That Road

That road through the country

Unspooling under a dark mountain

Massages my shins like wine.

 

Rose-colored cliffs protest

My black-and-white ideas.

The day in the city is over.

 

Old trees on the hillsides crack

Their knuckles into the air,

Pulling at lyres of light.

 

Birds glide on updrafts

Of the wound I released.

The day in the city is over.

 

Grasses bend in stress,

Winds unknot muscles,

Leaning hard as a masseuse.

 

Wheat, a promise panting

Through the throat of the valley,

Nods. The day in the city is over.

 

We wait under the sun,

Enduring impossible delays

Of this growth. If

 

The thresher holds

Our heads up to the sickle,

The day in the city is over.

 

But all is well.

Still on the way, believing

Earthbeats know their sway. 

 

 

 Brentwood

 

 

by Ryan Gregg

Francis Bacon Selling His Paintings to a Middle-aged Couple at IKEA

but beauty is a living room

in a warehouse.

 

It lies in glass houses

measured in square footage.

 

Beauty is but a bird

Silk screened,

 “only ninety-nine,

ninety-nine.”

 

My art is the pain in touch,

 

sanctity

Sucked from the pope

Screaming.

 

It feels like

raw chicken,

eats like my lovers

ate me,

 

so feed it.

 

by Brittney Blystone

 

 

Brittney Blystone studied creative writing in the United States at Northern Kentucky University and in England at University of East London. 

Blame it on the Moon

Soles blue,

numb from the snow’s fall,

I stood reflecting

at the reflection of the moon

in my dry Sherry wine.

 

Small circles

counter-clockwise making waves

crying, reflecting

at the reflection of the moon;

an infinite snow dons the backdrop.

 

What was her name that questioned

my heart’s motive for trust?

A quivering hand

presents me with a million moods

breathe….breathe….breathe…., I must,

be dissolving

in to the reflection of the moon.

 

In the numb I felt home.

At home I felt numb

to the desired fire

that now rents a once vacant room,

no higher,

than my brain will allow.

Like a crime scene

on the day of our Independence,

that glass shattered,

cutting, falling, reflecting

a million moons that fell upon the snow.

 

Don’t say my name

for it is a worthless name

no one person should have to carry.

I, who will die alone inside,

fall to pieces daily,

wanting to know why you married.

It’s all coming back to me,

in the wine, in the snow,

in the last dissolving reflection of the moon!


**EXERCISE DIRECTIONS**
For each line of the listing that contains "Corporate", make a copy and return it.

**DATA FOR REVIEW**
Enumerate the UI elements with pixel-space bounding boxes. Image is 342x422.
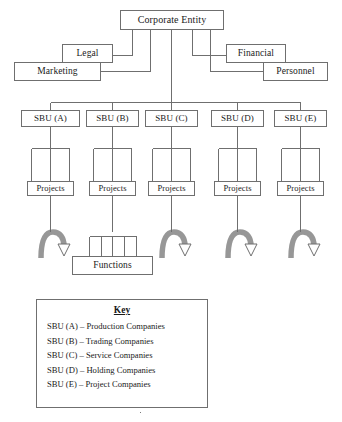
- key-title: Key: [37, 305, 207, 315]
- node-legal[interactable]: Legal: [62, 44, 113, 63]
- node-projects-a[interactable]: Projects: [27, 181, 74, 196]
- node-sbu-b[interactable]: SBU (B): [86, 110, 139, 127]
- node-personnel[interactable]: Personnel: [263, 62, 328, 81]
- cycle-arrow-icon: [286, 228, 322, 260]
- node-sbu-a[interactable]: SBU (A): [21, 110, 80, 127]
- node-marketing[interactable]: Marketing: [14, 62, 101, 81]
- org-chart-diagram: Corporate Entity Legal Financial Marketi…: [0, 0, 342, 422]
- node-functions[interactable]: Functions: [72, 256, 153, 275]
- node-projects-c[interactable]: Projects: [148, 181, 195, 196]
- node-corporate-entity[interactable]: Corporate Entity: [120, 10, 224, 30]
- node-financial[interactable]: Financial: [226, 44, 286, 63]
- node-projects-d[interactable]: Projects: [214, 181, 261, 196]
- key-entry-sbu-b: SBU (B) – Trading Companies: [37, 334, 207, 349]
- stray-mark: [140, 412, 141, 413]
- cycle-arrow-icon: [157, 228, 193, 260]
- key-entry-sbu-d: SBU (D) – Holding Companies: [37, 363, 207, 378]
- node-sbu-c[interactable]: SBU (C): [145, 110, 198, 127]
- cycle-arrow-icon: [36, 228, 72, 260]
- key-entry-sbu-e: SBU (E) – Project Companies: [37, 377, 207, 392]
- node-projects-b[interactable]: Projects: [89, 181, 136, 196]
- node-sbu-e[interactable]: SBU (E): [274, 110, 327, 127]
- node-sbu-d[interactable]: SBU (D): [211, 110, 264, 127]
- node-projects-e[interactable]: Projects: [277, 181, 324, 196]
- cycle-arrow-icon: [223, 228, 259, 260]
- key-entry-sbu-a: SBU (A) – Production Companies: [37, 319, 207, 334]
- key-entry-sbu-c: SBU (C) – Service Companies: [37, 348, 207, 363]
- key-legend-panel: Key SBU (A) – Production Companies SBU (…: [36, 299, 208, 408]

**RESULT BELOW**
- org-chart-diagram: Corporate Entity Legal Financial Marketi…: [0, 0, 342, 422]
- node-corporate-entity[interactable]: Corporate Entity: [120, 10, 224, 30]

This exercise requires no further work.